Judge Fred Biery wrote in an order granting a preliminary injunction that the Republican-led legislature could not demonstrate a tradition of public schools posting the Ten Commandments, which he said was needed for the bill to withstand court precedents.

“This Court finds there is insufficient evidence of a broad tradition in place at the time of the Founding, and within the history of public education, to justify S.B. 10,” Biery wrote.

Biery, a Clinton appointee, also said the legislation was not neutral enough on religion to be constitutional. The bill “impermissibly takes sides on theological questions and officially favors Christian denominations over others,” the judge wrote.

FEDERAL JUDGE BLOCKS ARKANSAS TEN COMMANDMENTS LAW IN CERTAIN DISTRICTS

Families of numerous religious denominations, as well as non-religious plaintiffs, brought the lawsuit, arguing Texas’ bill imposed a religious preference on their children in violation of the First Amendment.

Their lawsuit followed the U.S. Court of Appeals for the Fifth Circuit deciding in June that a similar law in Louisiana was unconstitutional. Biery partially relied on that ruling to justify his own. A judge in Arkansas overturned yet another bill about the Ten Commandments in public schools this month.

The Supreme Court rejected the idea of public schools posting religious texts in classrooms in Stone v. Graham in 1980. That case centered on a bill passed by the Kentucky government that required hanging posters of the Ten Commandments in public school classrooms, which the high court found violated the First Amendment because it lacked a secular purpose.

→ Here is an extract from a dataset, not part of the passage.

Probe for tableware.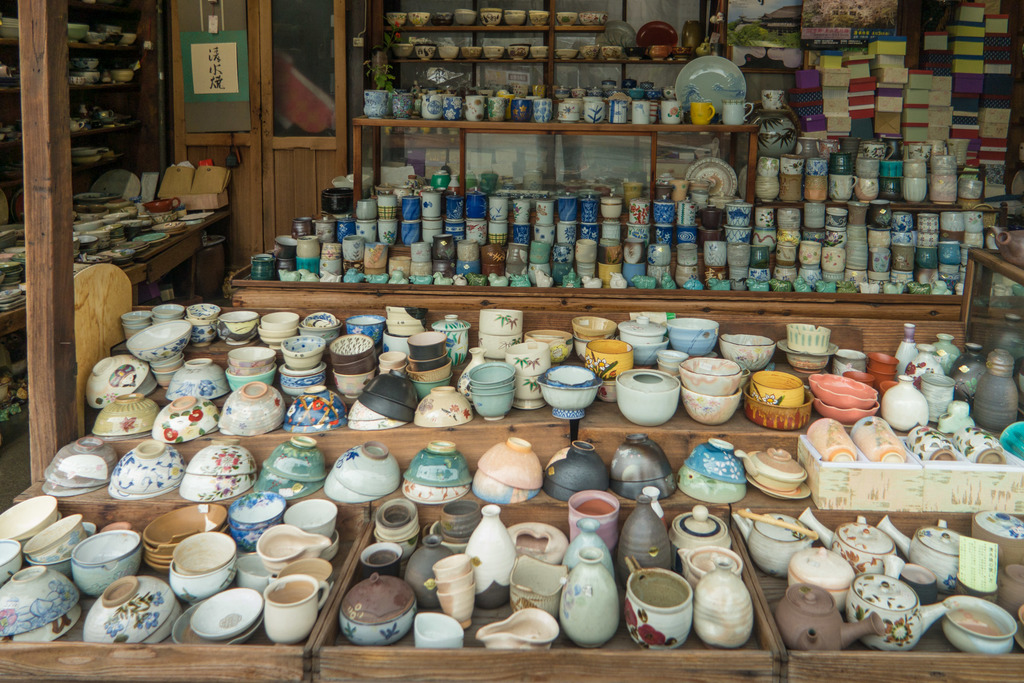
Probe result: [902, 161, 927, 178].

FEDERAL APPEALS COURT RULES LOUISIANA TEN COMMANDMENTS SCHOOL LAW IS UNCONSTITUTIONAL

Supreme Court

Biery observed that while the language in Texas’ legislation excluded any religious purposes, lawmakers were vocal about its intent. The judge gave several quotes from state lawmakers, including the bill’s lead sponsor in the Senate.

“We want every kid, [kindergarten] through twelve, every day, in every classroom they sit in to look on the wall and read … those words … because we want them to understand how important that those statements of God, those rules of God are that they see them in their classroom every single day of their public education,” State Sen. Phil King, a Republican, said.

That and numerous other statements cited by the judge demonstrated that lawmakers had a predominantly religious objective when they passed the bill, Biery said.

The bill’s authors wrote in a statement accompanying the legislation that they wanted the religious directives displayed on the school walls because they were a significant part of history.

“Now that the legal landscape has changed, it is time for Texas to pass S.B. 10 and restore the history and tradition of the Ten Commandments in our state and our nation,” the legislators said.